You know, the problem with filmmaking is the filming. Writing is a comparatively straightforward task: in my case at least, I can just bash out a few words, post it online, and anyone can read what I have to say. Its probably why I have kept my blog going for so long. Making a film, on the other hand, is far more complex: cameras need to be set up and actors organised; even the act of using a film camera requires a dexterity which I physically do not have. This is probably why, despite calling myself a filmmaker, I have made so few films.
The thing is, this is now becoming increasingly frustrating. Film, especially short online film, is becoming ever more popular. As a means of communication, films on the web have become almost a default. As I began to explore a few months ago in this entry, where fifteen years ago blogs and blogging were at the cutting edge, these days so-called influencers just talk into their camera phones and upload their ramblings to YouTube. Whatever they say is delivered far more directly than any piece of writing.
The thing is, where does that leave guys like me? I long to make films, but making films is not just a matter of sitting down and bashing a few words out. Yet I know film can be used to say things often far more effectively and convincingly than writing. This afternoon, for example, I had an idea for a piece which, presented through film, would probably be quite compelling and revelatory; but if confined to writing might well just come across as gossip, mud-slinging or worse. What, then, should I do with this idea? I could obviously write it out as a script in the hope that It could one day be made into a film; but as always happens, that would ultimately mean it gets saved on my computer and read by no one.
I thus find myself longing for some way to make film: some means of manipulating pictures, shots and sound into a coherent argument or narrative using only my computer. I fear animation would be too cumbersome and appear too frivolous for what I want to make. Yet these days there must surely be some solution to this problem; otherwise, as online communication moves more and more in the direction of the moving image, those of us who still need to use the written word risk being left behind.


Description of the task: Begin at the line containing "You are a GUI" in the data below and go on through the line containing "Task: Click on", repeating each line exactly; include both ends and no other line.

• • •

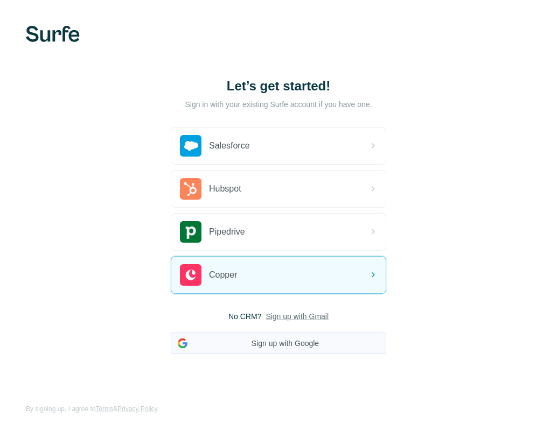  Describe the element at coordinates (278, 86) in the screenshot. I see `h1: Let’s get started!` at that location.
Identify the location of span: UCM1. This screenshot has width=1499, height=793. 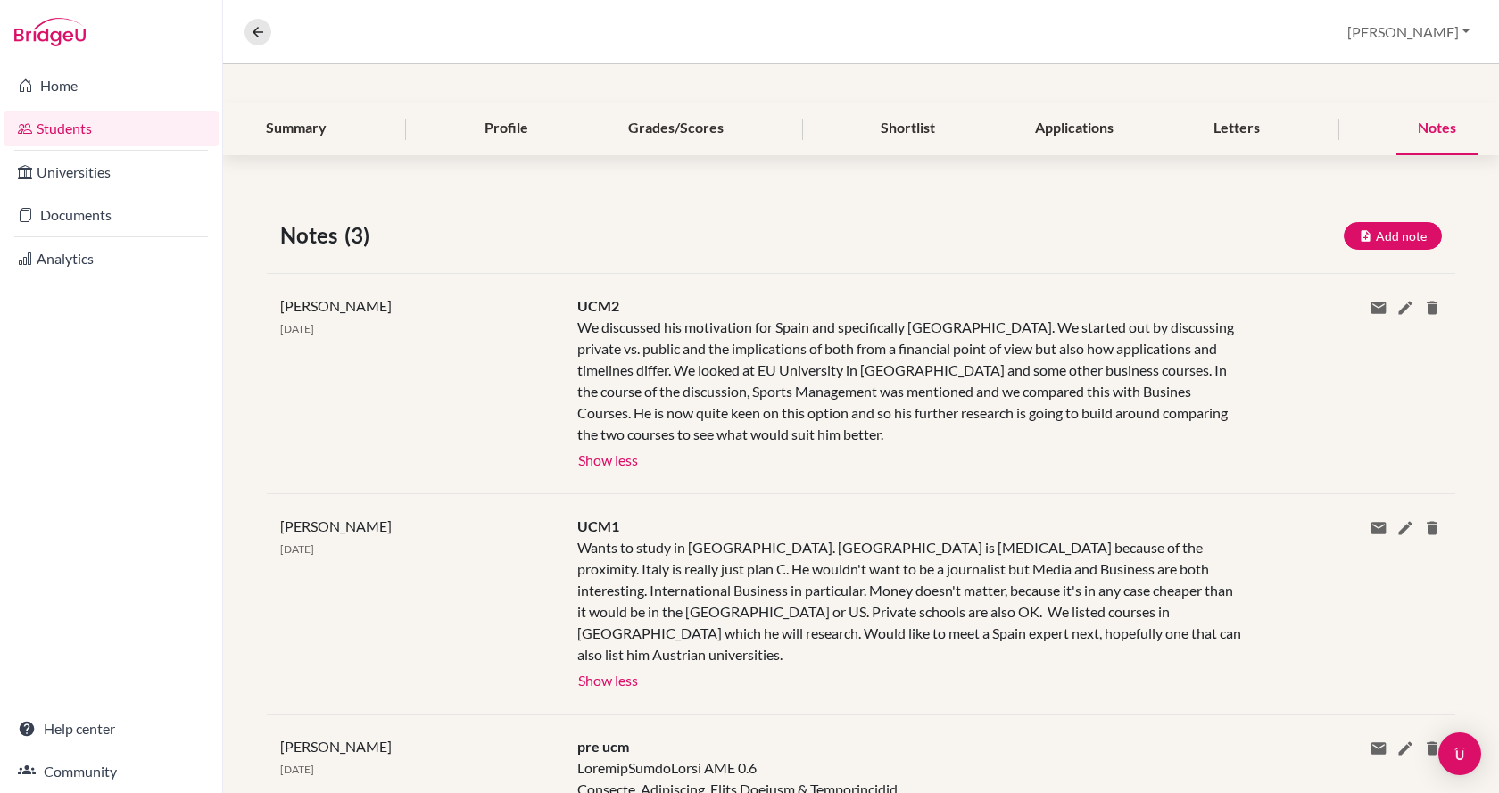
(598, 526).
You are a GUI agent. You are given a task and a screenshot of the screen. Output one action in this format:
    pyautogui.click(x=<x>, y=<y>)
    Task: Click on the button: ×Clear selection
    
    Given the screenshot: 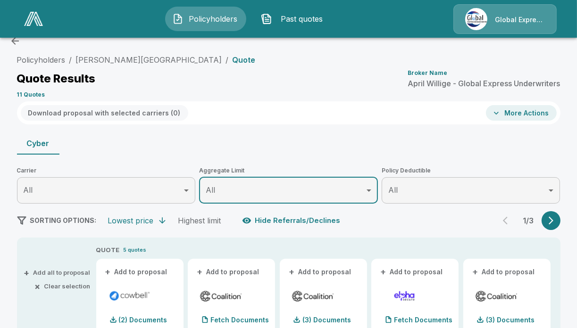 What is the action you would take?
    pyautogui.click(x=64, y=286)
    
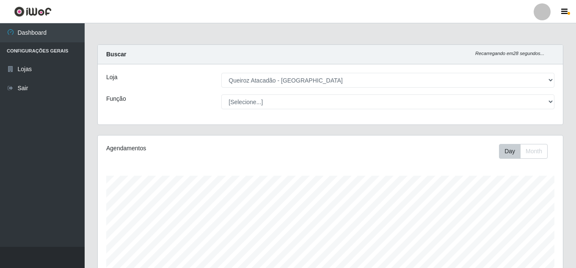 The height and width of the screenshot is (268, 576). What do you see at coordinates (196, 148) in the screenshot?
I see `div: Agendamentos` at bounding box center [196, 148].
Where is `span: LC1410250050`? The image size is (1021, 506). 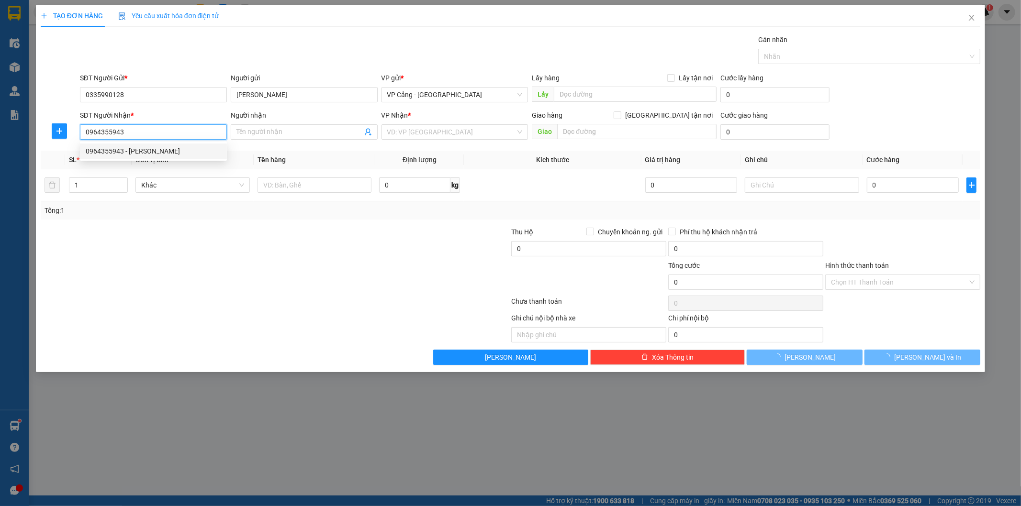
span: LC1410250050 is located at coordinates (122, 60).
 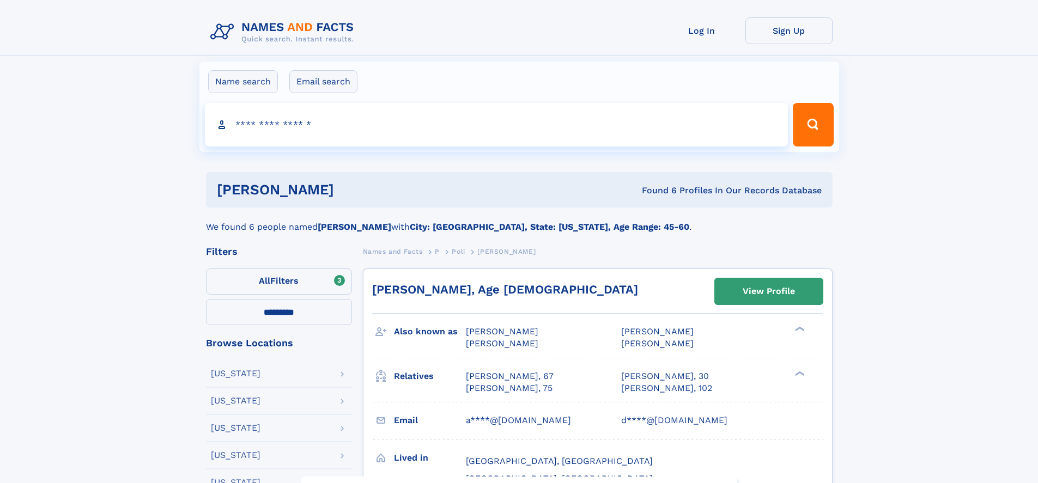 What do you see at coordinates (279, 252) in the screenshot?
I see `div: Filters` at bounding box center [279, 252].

• • •

Result of this task:
You are a GUI agent. You are given a task and a screenshot of the screen. Output one action in this format:
    pyautogui.click(x=<x>, y=<y>)
    Task: Click on the button: ×Clear selection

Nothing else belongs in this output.